George Tiller Relied on Disgraced Abortion Practitioner to Keep Business Going

State   |   Steven Ertelt   |   Mar 22, 2009   |   9:00AM   |   WASHINGTON, DC

George Tiller Relied on Disgraced Abortion Practitioner to Keep Business Going

by Kathy Ostrowski
March 22, 2009

LifeNews.com Note: Kathy Ostrowski is the legislative director for Kansans for Life, a statewide pro-life group that has helped lead the fight against late-term abortion practitioner George Tiller. Tiller will be on trial this week for 19 counts of allegedly violating the state’s late-term abortion laws.

It is hard to overstate just how problematic is the relationship between abortionist, Dr. George Tiller, now on trial in Wichita, and his rubber-stamping accomplice, “Dr.” Ann Kristin Neuhaus.

The Kansas viable abortion ban, K.S.A. 65-6703, does allow narrow exceptions for late term abortions: a second physician, not legally or financially affiliated with the abortionist, must confirm that without an abortion the mother would either die or suffer “substantial and irreversible impairment of a major bodily function.”

The law does not require any medical specialty training from that second physician referral, only a valid Kansas medical license—something Neuhaus has inexplicably been able to retain.

The story is almost too shocking to believe.

For years, Neuhaus had been eking out a living as a traveling abortionist to several Kansas locations. In March of 1999, the Drug Enforcement Administration (DEA) drastically curtailed her ability to write prescriptions and demanded she practice only with oversight from an outside pharmacist. Six months later, the Kansas state Healing Arts Board began three years of actions to monitor Neuhaus, including random drug testing, remedial medical classes, resuscitation instruction “posters,” and a demand that she hire an anesthesiologist.

During this period, the Board twice branded her a “danger to the public” and filed a variety of legal actions on behalf of her past patients, citing Neuhaus’ deviations from the standard of care, including assembly-line techniques and informed consent violations.

Kansans for Life protested the Board was giving special treatment to an abortionist that they would not extend to any other incompetent medical practitioner. The Board imposed additional limitations and supervised protocols on Neuhaus but refused to revoke her license.

BIZARRE ANSWER TIPS OFF COLLUSION
Neuhaus, unable to afford the cost of practicing medicine under those impositions, shut down her practice in September 2002. What surfaced on her state medical license renewal form in May 2003 tipped her hand as to how she was supporting herself. In the space provided for “office location,” Neuhaus wrote:

“None– make only consultation ‘calls’ to another office with which
I am not affiliated– I have no practice location now (my office is at
home but no patient consults there.)"

This was a telling response. In the space where physicians routinely list a simple address, Neuhaus inserts exact phraseology from the Kansas late-term statute. It’s as if she believes a pre-emptive claim that she wasn’t breaking the law will somehow safeguard her from prosecution.

In her next three annual license renewals, Neuhaus listed a post-office box as a medical office address. Despite a tarnished reputation and an inability even to write most prescriptions, Neuhaus had somehow developed a flourishing medical consultation business with just one doctor.

In reality, very few of the Tiller patients in question were suffering from any impairment, let alone a substantial or irreversible one. They sought abortions, many of them under coercion, because a child would be inconvenient—in some cases, evidence of statutory rape.

The impeccably credentialed Harvard-trained psychiatrist, Dr. Paul McHugh, was recruited by the state attorney general to review a sample of fifteen Tiller files. When asked whether he had seen any one patient file that justified a late-term abortion on the basis of major or irreversible psychiatric damage, McHugh unequivocally responded, “I saw no patient file that justified abortion on that basis.” To be sure, no file suggested physical impairment.

In passing K.S.A. 65-6703, lawmakers had three expectations:

• that the abortionist would honor the law insisting on “substantial and irreversible impairment of a major bodily function;”
• that a non-affiliated physician would make sure that the abortionist honored that law; and
• that the Healing Arts Board would revoke licenses from deficient practitioners.

All three expectations were betrayed, and Tiller stands trial for betraying the second of the three. Had Tiller’s money not bought so much political protections, he would have been tried for much worse, many years ago.

The trial against Tiller will not examine whether Neuhaus lied about the condition of his pregnant clients. The sole point the state must convince the jury of is whether Tiller’s repeated use of Neuhaus was barred by the straightforward reading of the law. The “pro-choice” (former) Attorney General who filed these 19 charges in June 2007 believed the “non-affiliation” prohibition is clear and that he had enough evidence showing Tiller and Neuhaus were “in cahoots.”

Kansans for Life believe it should be a slam dunk proving that Tiller and Neuhaus broke the law repeatedly in 2003. We await action from the state Healing Arts Board on these 19 charges and want an aggressive investigation initiated for similar collusion by Tiller and Neuhaus during 2004-2007.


§ PROMPT
Go through the entries below and print, exactly, the lines starting at the one with "The image size is (1022, 603)." and ending at the one with "Find the location of a particular element. The", keeping both ends and no others.

Dataset entries
┏━━

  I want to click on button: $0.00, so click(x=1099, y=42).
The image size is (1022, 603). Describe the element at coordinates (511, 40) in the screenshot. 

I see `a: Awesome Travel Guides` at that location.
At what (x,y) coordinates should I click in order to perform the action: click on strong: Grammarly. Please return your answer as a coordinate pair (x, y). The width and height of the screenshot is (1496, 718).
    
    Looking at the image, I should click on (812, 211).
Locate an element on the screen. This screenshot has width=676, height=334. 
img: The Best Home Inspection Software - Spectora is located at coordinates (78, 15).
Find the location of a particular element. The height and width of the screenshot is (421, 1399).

┗━━
┏━━

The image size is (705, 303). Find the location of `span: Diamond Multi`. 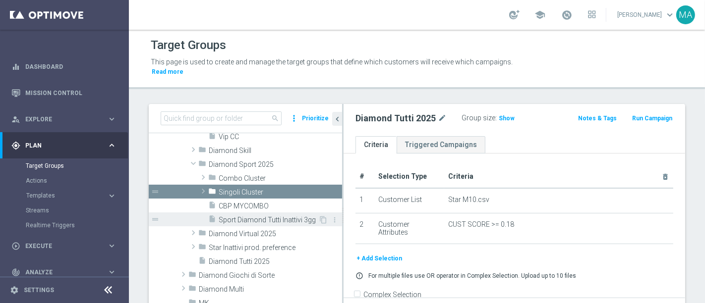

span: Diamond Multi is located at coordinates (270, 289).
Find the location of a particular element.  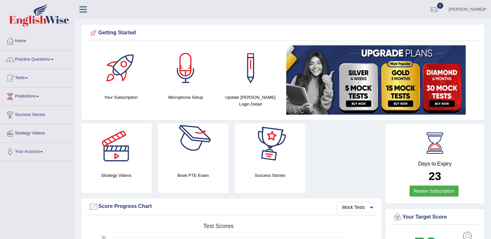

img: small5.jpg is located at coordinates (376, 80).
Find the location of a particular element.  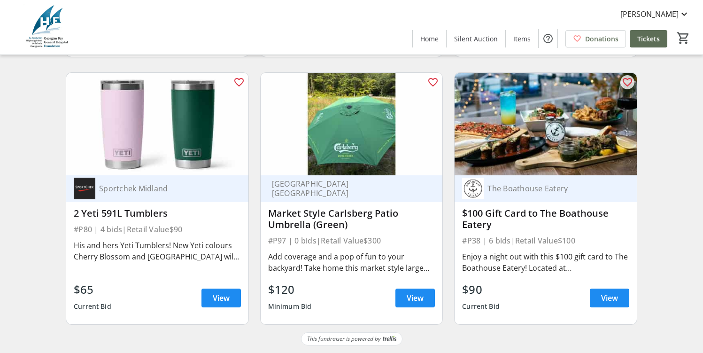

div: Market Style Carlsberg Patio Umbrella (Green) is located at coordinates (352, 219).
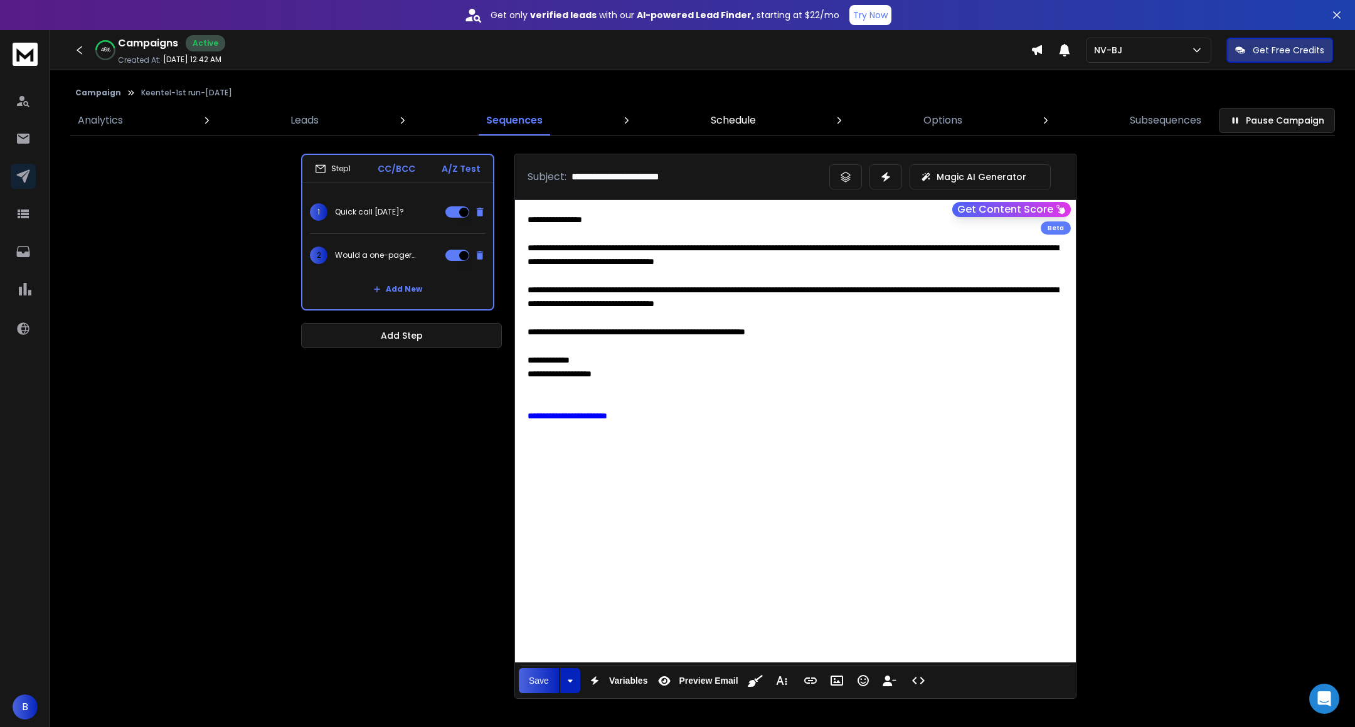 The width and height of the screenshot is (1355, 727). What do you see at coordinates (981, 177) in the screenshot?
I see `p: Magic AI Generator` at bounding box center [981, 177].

┗━━

§ SOLVED PROBLEM
The image size is (1022, 603). Describe the element at coordinates (511, 40) in the screenshot. 

I see `a: Awesome Travel Guides` at that location.
At what (x,y) coordinates should I click in order to perform the action: click on strong: Grammarly. Please return your answer as a coordinate pair (x, y). The width and height of the screenshot is (1496, 718).
    
    Looking at the image, I should click on (812, 211).
Locate an element on the screen. This screenshot has width=676, height=334. 
img: The Best Home Inspection Software - Spectora is located at coordinates (78, 15).
Find the location of a particular element. The height and width of the screenshot is (421, 1399).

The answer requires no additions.